Time to come back home

The Russian diaspora, globally speaking, is one of the largest. Several waves of emigration throughout the turbulent 20th century have increased the number of Russian-speaking people living abroad so much so that there are now almost as many of them as there are people living in Russia. Unlike a classic diaspora, Russian emigration was not caused by international events, but rather by domestic devastation: people were banished by their fellow countrymen or fled unbearable living conditions. Therefore, for several generations of emigrants, Russia has remained either a hell they happily escaped, or a paradise lost.

Having said that, the Communist authorities and many ordinary Russians saw emigrants as aliens, or even traitors. Now the time has come to unite not lands, but people, scattered over countries where they continue to make important contributions to scientific, cultural, and economic development.

This is a daunting task that requires targeted efforts that address each and every wave of emigration’s intricacies. There were five such waves of emigration in total. The first wave took place before the October Revolution when, by 1914, there were 1.25m Russian emigrants, mostly Jewish, in New York alone. The second wave was the exodus of Russia’s surviving elite and White Army officers following the bloody revolution of 1917 and the ensuing civil war. World War II caused the third wave, while the fourth came in the Seventies and Eighties when Jews left for Israel en masse. The fifth wave, after the collapse of the Soviet Union, saw people leaving mostly for economic reasons.

In the minds of many, the post-1917 wave of emigration seems to be the most significant and symbolic one. General Pyotr Vrangel, CO of the anti-Bolshevik White Army, was forced to evacuate his volunteer army 90 years ago from the Crimea after the Red Army took the Perekop Isthmus. Vrangel entrusted his army’s fate to French allies who promised protection in exchange for Russian ships. In all, 150,000 people, including 50,000 soldiers, sailed from Sevastopol for Istanbul, Lemnos, Gallipoli and Bizerte in Tunis.(The other 100,000 were the wounded and civilians who feared falling victim to the Bolsheviks.)

Their new life was no picnic: hunger and disease killed hundreds. But the military remained true its sworn allegiance: restoring discipline, organising better living conditions and education, building churches and theatres.

They believed in their cause, and hoped to return to Russia as soon as possible to defeat the Bolsheviks: they never did. The allies cut off financing, and those strapped for cash fled to Prague, Belgrade, Berlin and Paris. Their ships were transported to France or destroyed.

The refugees had their fair share of poverty and deprivation. Aristocrats had to work as shoemakers, taxi drivers and laundresses. The Soviet Union saw them as their arch-enemies; their adopted countries saw them as an annoying burden, or bargaining chips with Moscow. Even many Russian emigrants from the liberal intelligentsia looked down on them as supporters of the hated tsarist regime.

Ninety years later, some 300 people, including the descendents of those emigrants and their Soviet-born compatriots, made a symbolic reverse voyage from Bizerte to Lemnos, Gallipoli, Istanbul, and Sevastopol. It was the idea of the St Andrew Foundation and Centre of Russian National Glory, headed by Vladimir Yakunin.

Émigré offspring are not pleased when being referred to as descendents of the Whites. They hate the USSR abbreviation and all that goes with it, nor are they encouraged by what is going on in Russia today.

They do not quite “get” us, we who were born and grew up in Soviet Russia. They have a different mindset, for they never went to Soviet schools, or saw popular Soviet films. And yet they are true Russian patriots who cherish the memory of their ancestors and stories about Imperial Russia.

I saw tears in their eyes as they formed an honour guard in the heat or prayed near monuments and graves. I heard them expressing words of gratitude to those in modern Russia who built or restored these monuments, found graves and took care of them, and the organisers of the memory voyage.

Meanwhile, many Russians still see emigrants as strangers. Some are more select, disliking this or that wave of emigration – for example, “White” emigration, with its monarchic ideas and patriotism (though this ideology has quite a lot of supporters). Then there are the “Red” patriots, who don’t see anything good in pre-revolutionary or post-Soviet Russia. Finally, many lack patriotic feelings, rejecting Russia’s millennium-long history as a black and bloody mess.

We cannot, however, restore our national unity and heal wounds inflicted by the merciless 20th century if we rely on Red/White patriotism, or if we lack any patriotism at all. It is time to find true Russian patriots, not by turning a blind eye to the dark pages of our history, but by doing our best to build a bona fide future for everyone.

Vyacheslav Nikonov is chairman of the Polity Foundation and CEO of Russkiy Mir Foundation.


● Assignment
Print all of the data exactly, with no line missing.

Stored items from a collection
= Beginning of Section =

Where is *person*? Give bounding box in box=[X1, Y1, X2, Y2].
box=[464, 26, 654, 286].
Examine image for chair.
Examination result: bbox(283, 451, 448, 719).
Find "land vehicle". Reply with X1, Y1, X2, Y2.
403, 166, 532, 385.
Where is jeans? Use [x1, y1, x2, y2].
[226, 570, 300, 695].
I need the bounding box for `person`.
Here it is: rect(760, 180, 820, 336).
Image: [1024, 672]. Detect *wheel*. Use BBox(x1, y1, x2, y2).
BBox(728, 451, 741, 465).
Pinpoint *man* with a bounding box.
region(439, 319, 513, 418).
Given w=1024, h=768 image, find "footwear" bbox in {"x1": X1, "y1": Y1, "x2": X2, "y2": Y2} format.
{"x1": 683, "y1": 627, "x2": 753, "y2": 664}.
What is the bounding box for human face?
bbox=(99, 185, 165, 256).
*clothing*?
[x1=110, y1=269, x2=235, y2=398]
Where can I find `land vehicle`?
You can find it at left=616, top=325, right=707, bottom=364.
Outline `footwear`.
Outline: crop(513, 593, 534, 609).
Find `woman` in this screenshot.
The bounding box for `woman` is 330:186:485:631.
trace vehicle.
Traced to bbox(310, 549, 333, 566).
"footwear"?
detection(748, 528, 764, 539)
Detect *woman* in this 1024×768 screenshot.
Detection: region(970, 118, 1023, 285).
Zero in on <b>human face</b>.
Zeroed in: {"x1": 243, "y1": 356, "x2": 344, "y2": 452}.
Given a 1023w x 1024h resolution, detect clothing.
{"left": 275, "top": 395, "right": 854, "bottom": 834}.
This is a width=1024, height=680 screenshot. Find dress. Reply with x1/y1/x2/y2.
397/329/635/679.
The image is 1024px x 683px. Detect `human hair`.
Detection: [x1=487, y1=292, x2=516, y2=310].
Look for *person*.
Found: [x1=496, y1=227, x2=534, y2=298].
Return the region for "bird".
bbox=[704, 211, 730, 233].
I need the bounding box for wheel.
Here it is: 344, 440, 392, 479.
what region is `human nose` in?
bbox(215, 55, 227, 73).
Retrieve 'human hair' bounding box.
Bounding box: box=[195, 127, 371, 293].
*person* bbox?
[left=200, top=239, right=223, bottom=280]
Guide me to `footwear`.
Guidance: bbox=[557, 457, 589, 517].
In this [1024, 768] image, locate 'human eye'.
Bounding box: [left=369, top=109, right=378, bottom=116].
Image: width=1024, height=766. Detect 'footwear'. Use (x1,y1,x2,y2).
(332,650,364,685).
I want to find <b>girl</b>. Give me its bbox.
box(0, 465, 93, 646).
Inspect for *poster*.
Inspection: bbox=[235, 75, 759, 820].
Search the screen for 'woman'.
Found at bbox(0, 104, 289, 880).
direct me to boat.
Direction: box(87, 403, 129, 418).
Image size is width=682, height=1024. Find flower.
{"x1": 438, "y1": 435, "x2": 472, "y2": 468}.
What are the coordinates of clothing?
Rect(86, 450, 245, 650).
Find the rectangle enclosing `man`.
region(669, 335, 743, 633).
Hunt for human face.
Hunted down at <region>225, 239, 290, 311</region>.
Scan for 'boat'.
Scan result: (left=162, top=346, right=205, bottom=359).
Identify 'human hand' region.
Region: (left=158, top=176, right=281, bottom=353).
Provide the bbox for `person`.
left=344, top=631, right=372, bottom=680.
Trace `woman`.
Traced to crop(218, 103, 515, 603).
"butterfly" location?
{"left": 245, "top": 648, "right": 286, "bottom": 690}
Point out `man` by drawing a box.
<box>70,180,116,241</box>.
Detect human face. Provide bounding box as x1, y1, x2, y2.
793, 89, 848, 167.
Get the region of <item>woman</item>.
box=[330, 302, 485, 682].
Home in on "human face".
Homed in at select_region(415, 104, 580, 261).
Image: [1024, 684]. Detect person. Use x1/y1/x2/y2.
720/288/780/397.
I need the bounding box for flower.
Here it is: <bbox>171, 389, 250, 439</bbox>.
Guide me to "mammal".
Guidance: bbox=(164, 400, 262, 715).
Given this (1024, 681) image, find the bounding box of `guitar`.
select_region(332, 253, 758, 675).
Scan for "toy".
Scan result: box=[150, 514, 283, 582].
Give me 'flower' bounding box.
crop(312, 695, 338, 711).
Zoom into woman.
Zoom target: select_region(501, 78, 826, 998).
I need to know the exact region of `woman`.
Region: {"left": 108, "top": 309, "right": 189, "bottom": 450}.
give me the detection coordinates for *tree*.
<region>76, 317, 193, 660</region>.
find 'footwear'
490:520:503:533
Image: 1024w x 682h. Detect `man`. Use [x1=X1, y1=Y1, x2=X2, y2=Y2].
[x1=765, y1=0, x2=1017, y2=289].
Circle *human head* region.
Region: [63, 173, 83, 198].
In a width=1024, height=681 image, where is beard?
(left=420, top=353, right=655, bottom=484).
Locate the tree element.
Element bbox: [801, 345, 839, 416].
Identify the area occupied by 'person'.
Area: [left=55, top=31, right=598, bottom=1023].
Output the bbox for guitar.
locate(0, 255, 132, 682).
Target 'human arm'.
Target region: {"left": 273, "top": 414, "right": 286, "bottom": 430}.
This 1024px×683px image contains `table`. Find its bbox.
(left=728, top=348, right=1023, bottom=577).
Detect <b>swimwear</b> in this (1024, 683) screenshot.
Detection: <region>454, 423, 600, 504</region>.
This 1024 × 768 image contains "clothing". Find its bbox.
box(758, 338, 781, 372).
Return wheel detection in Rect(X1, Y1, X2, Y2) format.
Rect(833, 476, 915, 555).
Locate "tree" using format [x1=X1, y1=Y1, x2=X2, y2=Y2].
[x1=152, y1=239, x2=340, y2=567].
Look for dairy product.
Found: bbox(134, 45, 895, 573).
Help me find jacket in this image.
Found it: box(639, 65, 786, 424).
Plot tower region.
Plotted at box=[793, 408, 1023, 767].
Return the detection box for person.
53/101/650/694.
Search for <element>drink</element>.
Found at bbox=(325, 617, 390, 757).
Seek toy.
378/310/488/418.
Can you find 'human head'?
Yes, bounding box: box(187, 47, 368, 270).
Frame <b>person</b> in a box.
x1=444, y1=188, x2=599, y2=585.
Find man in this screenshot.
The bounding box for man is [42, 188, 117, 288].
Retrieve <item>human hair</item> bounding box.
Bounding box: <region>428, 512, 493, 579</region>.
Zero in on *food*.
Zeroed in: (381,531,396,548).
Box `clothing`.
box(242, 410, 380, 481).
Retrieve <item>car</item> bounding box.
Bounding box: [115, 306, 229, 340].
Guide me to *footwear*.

= End of Section =

● Task answer
Where is *person*? Give bounding box in box=[X1, Y1, X2, Y2].
box=[464, 26, 654, 286].
Examine image for chair.
Examination result: bbox(283, 451, 448, 719).
Find "land vehicle". Reply with X1, Y1, X2, Y2.
403, 166, 532, 385.
Where is jeans? Use [x1, y1, x2, y2].
[226, 570, 300, 695].
I need the bounding box for `person`.
Here it is: rect(760, 180, 820, 336).
Image: [1024, 672]. Detect *wheel*. Use BBox(x1, y1, x2, y2).
BBox(728, 451, 741, 465).
Pinpoint *man* with a bounding box.
region(439, 319, 513, 418).
Given w=1024, h=768 image, find "footwear" bbox in {"x1": X1, "y1": Y1, "x2": X2, "y2": Y2} format.
{"x1": 683, "y1": 627, "x2": 753, "y2": 664}.
What is the bounding box for human face?
bbox=(99, 185, 165, 256).
*clothing*?
[x1=110, y1=269, x2=235, y2=398]
Where can I find `land vehicle`?
You can find it at left=616, top=325, right=707, bottom=364.
Outline `footwear`.
Outline: crop(513, 593, 534, 609).
Find `woman` in this screenshot.
The bounding box for `woman` is 330:186:485:631.
trace vehicle.
Traced to bbox(310, 549, 333, 566).
"footwear"?
detection(748, 528, 764, 539)
Detect *woman* in this 1024×768 screenshot.
Detection: region(970, 118, 1023, 285).
Zero in on <b>human face</b>.
Zeroed in: {"x1": 243, "y1": 356, "x2": 344, "y2": 452}.
Given a 1023w x 1024h resolution, detect clothing.
{"left": 275, "top": 395, "right": 854, "bottom": 834}.
This is a width=1024, height=680 screenshot. Find dress. Reply with x1/y1/x2/y2.
397/329/635/679.
The image is 1024px x 683px. Detect `human hair`.
Detection: [x1=487, y1=292, x2=516, y2=310].
Look for *person*.
Found: [x1=496, y1=227, x2=534, y2=298].
Return the region for "bird".
bbox=[704, 211, 730, 233].
I need the bounding box for wheel.
Here it is: 344, 440, 392, 479.
what region is `human nose` in?
bbox(215, 55, 227, 73).
Retrieve 'human hair' bounding box.
Bounding box: box=[195, 127, 371, 293].
*person* bbox?
[left=200, top=239, right=223, bottom=280]
Guide me to `footwear`.
Guidance: bbox=[557, 457, 589, 517].
In this [1024, 768] image, locate 'human eye'.
Bounding box: [left=369, top=109, right=378, bottom=116].
Image: width=1024, height=766. Detect 'footwear'. Use (x1,y1,x2,y2).
(332,650,364,685).
I want to find <b>girl</b>. Give me its bbox.
box(0, 465, 93, 646).
Inspect for *poster*.
Inspection: bbox=[235, 75, 759, 820].
Search the screen for 'woman'.
Found at bbox(0, 104, 289, 880).
direct me to boat.
Direction: box(87, 403, 129, 418).
Image size is width=682, height=1024. Find flower.
{"x1": 438, "y1": 435, "x2": 472, "y2": 468}.
What are the coordinates of clothing?
Rect(86, 450, 245, 650).
Find the rectangle enclosing `man`.
region(669, 335, 743, 633).
Hunt for human face.
Hunted down at <region>225, 239, 290, 311</region>.
Scan for 'boat'.
Scan result: (left=162, top=346, right=205, bottom=359).
Identify 'human hand' region.
Region: (left=158, top=176, right=281, bottom=353).
Provide the bbox for `person`.
left=344, top=631, right=372, bottom=680.
Trace `woman`.
Traced to crop(218, 103, 515, 603).
"butterfly" location?
{"left": 245, "top": 648, "right": 286, "bottom": 690}
Point out `man` by drawing a box.
<box>70,180,116,241</box>.
Detect human face. Provide bounding box as x1, y1, x2, y2.
793, 89, 848, 167.
Get the region of <item>woman</item>.
box=[330, 302, 485, 682].
Home in on "human face".
Homed in at select_region(415, 104, 580, 261).
Image: [1024, 684]. Detect person. Use x1/y1/x2/y2.
720/288/780/397.
I need the bounding box for flower.
Here it is: <bbox>171, 389, 250, 439</bbox>.
Guide me to "mammal".
Guidance: bbox=(164, 400, 262, 715).
Given this (1024, 681) image, find the bounding box of `guitar`.
select_region(332, 253, 758, 675).
Scan for "toy".
Scan result: box=[150, 514, 283, 582].
Give me 'flower' bounding box.
crop(312, 695, 338, 711).
Zoom into woman.
Zoom target: select_region(501, 78, 826, 998).
I need to know the exact region of `woman`.
Region: {"left": 108, "top": 309, "right": 189, "bottom": 450}.
give me the detection coordinates for *tree*.
<region>76, 317, 193, 660</region>.
find 'footwear'
490:520:503:533
Image: 1024w x 682h. Detect `man`. Use [x1=X1, y1=Y1, x2=X2, y2=Y2].
[x1=765, y1=0, x2=1017, y2=289].
Circle *human head* region.
Region: [63, 173, 83, 198].
In a width=1024, height=681 image, where is beard?
(left=420, top=353, right=655, bottom=484).
Locate the tree element.
Element bbox: [801, 345, 839, 416].
Identify the area occupied by 'person'.
Area: [left=55, top=31, right=598, bottom=1023].
Output the bbox for guitar.
locate(0, 255, 132, 682).
Target 'human arm'.
Target region: {"left": 273, "top": 414, "right": 286, "bottom": 430}.
This 1024px×683px image contains `table`. Find its bbox.
(left=728, top=348, right=1023, bottom=577).
Detect <b>swimwear</b> in this (1024, 683) screenshot.
Detection: <region>454, 423, 600, 504</region>.
This 1024 × 768 image contains "clothing". Find its bbox.
box(758, 338, 781, 372).
Return wheel detection in Rect(X1, Y1, X2, Y2) format.
Rect(833, 476, 915, 555).
Locate "tree" using format [x1=X1, y1=Y1, x2=X2, y2=Y2].
[x1=152, y1=239, x2=340, y2=567].
Look for dairy product.
Found: bbox(134, 45, 895, 573).
Help me find jacket in this image.
Found it: box(639, 65, 786, 424).
Plot tower region.
Plotted at box=[793, 408, 1023, 767].
Return the detection box for person.
53/101/650/694.
Search for <element>drink</element>.
Found at bbox=(325, 617, 390, 757).
Seek toy.
378/310/488/418.
Can you find 'human head'?
Yes, bounding box: box(187, 47, 368, 270).
Frame <b>person</b> in a box.
x1=444, y1=188, x2=599, y2=585.
Find man in this screenshot.
The bounding box for man is [42, 188, 117, 288].
Retrieve <item>human hair</item> bounding box.
Bounding box: <region>428, 512, 493, 579</region>.
Zero in on *food*.
Zeroed in: (381,531,396,548).
Box `clothing`.
box(242, 410, 380, 481).
Retrieve <item>car</item> bounding box.
Bounding box: [115, 306, 229, 340].
Guide me to *footwear*.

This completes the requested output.